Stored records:
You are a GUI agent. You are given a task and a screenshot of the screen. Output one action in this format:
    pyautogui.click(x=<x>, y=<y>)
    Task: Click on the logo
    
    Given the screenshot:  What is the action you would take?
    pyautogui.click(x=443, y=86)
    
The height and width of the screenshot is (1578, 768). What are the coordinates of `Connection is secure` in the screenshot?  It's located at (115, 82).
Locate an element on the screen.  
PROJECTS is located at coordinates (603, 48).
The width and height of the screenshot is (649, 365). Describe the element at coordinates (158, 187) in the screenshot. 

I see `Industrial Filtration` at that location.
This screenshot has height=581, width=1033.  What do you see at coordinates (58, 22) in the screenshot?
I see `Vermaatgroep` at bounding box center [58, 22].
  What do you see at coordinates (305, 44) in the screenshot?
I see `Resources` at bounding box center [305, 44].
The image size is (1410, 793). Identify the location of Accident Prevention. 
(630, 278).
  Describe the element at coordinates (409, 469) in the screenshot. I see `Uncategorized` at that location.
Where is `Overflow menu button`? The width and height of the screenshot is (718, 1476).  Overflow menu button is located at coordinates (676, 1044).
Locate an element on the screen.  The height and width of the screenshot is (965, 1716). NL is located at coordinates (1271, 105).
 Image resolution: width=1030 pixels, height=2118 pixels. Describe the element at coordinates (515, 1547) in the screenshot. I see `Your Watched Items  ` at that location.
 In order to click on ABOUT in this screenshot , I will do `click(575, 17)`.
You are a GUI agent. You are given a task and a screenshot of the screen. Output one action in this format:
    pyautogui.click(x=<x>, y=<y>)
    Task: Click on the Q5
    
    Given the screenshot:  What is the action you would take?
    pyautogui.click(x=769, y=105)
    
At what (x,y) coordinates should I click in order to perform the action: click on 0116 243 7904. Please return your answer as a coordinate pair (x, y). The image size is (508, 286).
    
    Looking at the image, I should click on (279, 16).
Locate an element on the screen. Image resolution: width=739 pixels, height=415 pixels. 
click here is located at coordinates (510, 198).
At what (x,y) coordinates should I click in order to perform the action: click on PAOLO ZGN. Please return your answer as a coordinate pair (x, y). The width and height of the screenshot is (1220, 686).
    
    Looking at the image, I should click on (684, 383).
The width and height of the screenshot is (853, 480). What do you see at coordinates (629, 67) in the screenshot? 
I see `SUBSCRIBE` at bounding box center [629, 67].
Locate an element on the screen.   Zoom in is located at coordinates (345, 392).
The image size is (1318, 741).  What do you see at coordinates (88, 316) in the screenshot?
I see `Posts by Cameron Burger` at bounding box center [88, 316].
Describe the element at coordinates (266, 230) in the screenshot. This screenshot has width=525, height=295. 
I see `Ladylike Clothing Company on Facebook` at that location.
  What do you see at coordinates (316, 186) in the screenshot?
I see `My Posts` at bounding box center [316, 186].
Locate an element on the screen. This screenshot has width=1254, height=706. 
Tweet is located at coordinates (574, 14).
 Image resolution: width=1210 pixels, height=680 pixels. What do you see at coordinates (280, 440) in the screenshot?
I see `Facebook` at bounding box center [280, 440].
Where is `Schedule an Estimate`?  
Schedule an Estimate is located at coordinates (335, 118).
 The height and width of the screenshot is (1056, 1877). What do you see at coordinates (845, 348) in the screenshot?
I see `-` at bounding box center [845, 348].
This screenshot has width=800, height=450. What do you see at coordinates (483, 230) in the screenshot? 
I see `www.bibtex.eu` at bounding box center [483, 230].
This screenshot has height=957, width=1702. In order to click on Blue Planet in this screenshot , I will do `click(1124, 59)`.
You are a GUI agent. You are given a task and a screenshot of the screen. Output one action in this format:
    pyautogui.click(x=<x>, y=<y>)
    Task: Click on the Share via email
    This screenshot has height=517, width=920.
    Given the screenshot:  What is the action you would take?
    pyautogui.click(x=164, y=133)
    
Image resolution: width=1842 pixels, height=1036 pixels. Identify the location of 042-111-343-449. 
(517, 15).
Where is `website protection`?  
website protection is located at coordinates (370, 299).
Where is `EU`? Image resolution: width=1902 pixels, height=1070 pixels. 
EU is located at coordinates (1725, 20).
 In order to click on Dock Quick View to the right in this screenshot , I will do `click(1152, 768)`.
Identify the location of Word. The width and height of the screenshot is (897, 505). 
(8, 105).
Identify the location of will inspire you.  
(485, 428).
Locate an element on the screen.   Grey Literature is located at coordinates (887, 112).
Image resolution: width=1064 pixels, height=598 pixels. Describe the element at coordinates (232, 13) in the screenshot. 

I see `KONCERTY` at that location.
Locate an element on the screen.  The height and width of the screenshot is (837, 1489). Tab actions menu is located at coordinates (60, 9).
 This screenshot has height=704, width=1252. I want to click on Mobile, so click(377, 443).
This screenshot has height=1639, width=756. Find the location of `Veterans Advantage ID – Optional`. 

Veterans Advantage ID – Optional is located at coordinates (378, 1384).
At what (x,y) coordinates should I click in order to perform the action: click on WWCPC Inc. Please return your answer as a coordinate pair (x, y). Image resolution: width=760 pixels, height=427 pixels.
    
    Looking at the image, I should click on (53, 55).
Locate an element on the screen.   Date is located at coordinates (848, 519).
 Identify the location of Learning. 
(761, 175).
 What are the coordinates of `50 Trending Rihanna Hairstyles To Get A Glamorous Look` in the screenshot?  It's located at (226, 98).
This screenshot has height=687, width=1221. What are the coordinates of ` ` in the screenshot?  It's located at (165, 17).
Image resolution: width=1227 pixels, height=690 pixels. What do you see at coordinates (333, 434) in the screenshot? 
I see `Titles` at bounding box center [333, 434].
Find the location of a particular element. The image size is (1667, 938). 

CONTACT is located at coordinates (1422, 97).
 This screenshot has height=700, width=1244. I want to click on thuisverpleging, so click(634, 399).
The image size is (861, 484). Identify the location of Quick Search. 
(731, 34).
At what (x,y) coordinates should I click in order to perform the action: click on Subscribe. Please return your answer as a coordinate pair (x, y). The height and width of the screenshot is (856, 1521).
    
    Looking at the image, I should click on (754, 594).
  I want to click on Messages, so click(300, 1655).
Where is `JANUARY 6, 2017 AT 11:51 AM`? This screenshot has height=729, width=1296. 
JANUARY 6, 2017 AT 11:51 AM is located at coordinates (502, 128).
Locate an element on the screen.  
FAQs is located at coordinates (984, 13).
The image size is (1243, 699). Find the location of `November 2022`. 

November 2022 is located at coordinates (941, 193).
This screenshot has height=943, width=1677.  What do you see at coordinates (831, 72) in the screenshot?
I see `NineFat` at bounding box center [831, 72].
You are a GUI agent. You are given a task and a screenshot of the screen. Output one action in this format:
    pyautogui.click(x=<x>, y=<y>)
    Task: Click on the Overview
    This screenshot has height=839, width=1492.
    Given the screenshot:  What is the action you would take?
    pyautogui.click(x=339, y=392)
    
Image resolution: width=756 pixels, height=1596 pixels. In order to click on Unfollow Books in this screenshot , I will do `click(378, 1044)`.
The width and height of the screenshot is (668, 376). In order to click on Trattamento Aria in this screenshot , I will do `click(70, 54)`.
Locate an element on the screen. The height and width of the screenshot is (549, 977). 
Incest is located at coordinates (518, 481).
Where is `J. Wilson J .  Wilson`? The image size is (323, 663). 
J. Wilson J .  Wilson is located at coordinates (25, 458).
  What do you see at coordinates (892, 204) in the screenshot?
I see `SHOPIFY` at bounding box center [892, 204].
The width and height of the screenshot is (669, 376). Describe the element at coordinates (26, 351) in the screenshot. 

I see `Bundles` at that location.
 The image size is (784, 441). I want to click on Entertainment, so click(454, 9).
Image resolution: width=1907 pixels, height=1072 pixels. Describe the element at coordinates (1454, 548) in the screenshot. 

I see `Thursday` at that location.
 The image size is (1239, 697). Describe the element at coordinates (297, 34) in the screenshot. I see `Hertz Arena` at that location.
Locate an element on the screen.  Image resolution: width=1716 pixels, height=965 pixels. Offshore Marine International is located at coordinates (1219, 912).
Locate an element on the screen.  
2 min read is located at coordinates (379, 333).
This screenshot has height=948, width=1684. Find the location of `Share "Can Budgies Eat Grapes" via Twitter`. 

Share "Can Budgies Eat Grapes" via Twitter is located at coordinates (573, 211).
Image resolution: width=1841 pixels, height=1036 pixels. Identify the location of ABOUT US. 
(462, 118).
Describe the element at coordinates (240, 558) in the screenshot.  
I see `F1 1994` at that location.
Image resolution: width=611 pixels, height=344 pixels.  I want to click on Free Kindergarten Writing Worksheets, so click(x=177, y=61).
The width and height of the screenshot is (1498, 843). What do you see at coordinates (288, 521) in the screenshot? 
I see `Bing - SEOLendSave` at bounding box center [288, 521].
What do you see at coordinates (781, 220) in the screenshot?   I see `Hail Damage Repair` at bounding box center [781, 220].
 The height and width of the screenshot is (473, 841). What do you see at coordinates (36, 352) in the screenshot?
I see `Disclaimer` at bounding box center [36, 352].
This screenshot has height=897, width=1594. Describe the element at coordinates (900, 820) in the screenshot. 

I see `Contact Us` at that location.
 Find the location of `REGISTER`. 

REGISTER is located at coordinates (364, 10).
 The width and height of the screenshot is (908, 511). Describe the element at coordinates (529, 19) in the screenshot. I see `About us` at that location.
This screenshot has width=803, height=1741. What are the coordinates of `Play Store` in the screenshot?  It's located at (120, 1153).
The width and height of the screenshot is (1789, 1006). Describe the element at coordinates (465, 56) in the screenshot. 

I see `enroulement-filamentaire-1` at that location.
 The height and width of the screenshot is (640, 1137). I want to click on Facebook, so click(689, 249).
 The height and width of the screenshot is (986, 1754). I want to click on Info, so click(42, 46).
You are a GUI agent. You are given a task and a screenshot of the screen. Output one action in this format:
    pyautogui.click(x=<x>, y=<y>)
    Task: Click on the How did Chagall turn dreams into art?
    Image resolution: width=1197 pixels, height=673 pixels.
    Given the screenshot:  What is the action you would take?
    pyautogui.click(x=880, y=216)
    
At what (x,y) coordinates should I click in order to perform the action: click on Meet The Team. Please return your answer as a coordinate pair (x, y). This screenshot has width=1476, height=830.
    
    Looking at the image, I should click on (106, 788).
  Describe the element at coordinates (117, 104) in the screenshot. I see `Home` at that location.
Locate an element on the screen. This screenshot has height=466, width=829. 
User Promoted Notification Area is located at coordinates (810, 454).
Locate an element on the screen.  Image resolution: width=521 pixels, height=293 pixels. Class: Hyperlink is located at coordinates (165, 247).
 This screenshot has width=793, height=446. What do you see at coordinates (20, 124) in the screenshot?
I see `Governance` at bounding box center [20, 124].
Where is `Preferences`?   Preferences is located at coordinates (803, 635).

Work item: When you reach the line that contains "Task: Click on the Q5", stop; output it and every line before it from the start of the data, exactly as written.

Solved problem:
You are a GUI agent. You are given a task and a screenshot of the screen. Output one action in this format:
    pyautogui.click(x=<x>, y=<y>)
    Task: Click on the logo
    
    Given the screenshot:  What is the action you would take?
    pyautogui.click(x=443, y=86)
    
The height and width of the screenshot is (1578, 768). What are the coordinates of `Connection is secure` in the screenshot?  It's located at (115, 82).
Locate an element on the screen.  
PROJECTS is located at coordinates (603, 48).
The width and height of the screenshot is (649, 365). Describe the element at coordinates (158, 187) in the screenshot. 

I see `Industrial Filtration` at that location.
This screenshot has height=581, width=1033.  What do you see at coordinates (58, 22) in the screenshot?
I see `Vermaatgroep` at bounding box center [58, 22].
  What do you see at coordinates (305, 44) in the screenshot?
I see `Resources` at bounding box center [305, 44].
The image size is (1410, 793). Identify the location of Accident Prevention. 
(630, 278).
  Describe the element at coordinates (409, 469) in the screenshot. I see `Uncategorized` at that location.
Where is `Overflow menu button`? The width and height of the screenshot is (718, 1476).  Overflow menu button is located at coordinates (676, 1044).
Locate an element on the screen.  The height and width of the screenshot is (965, 1716). NL is located at coordinates (1271, 105).
 Image resolution: width=1030 pixels, height=2118 pixels. Describe the element at coordinates (515, 1547) in the screenshot. I see `Your Watched Items  ` at that location.
 In order to click on ABOUT in this screenshot , I will do `click(575, 17)`.
You are a GUI agent. You are given a task and a screenshot of the screen. Output one action in this format:
    pyautogui.click(x=<x>, y=<y>)
    Task: Click on the Q5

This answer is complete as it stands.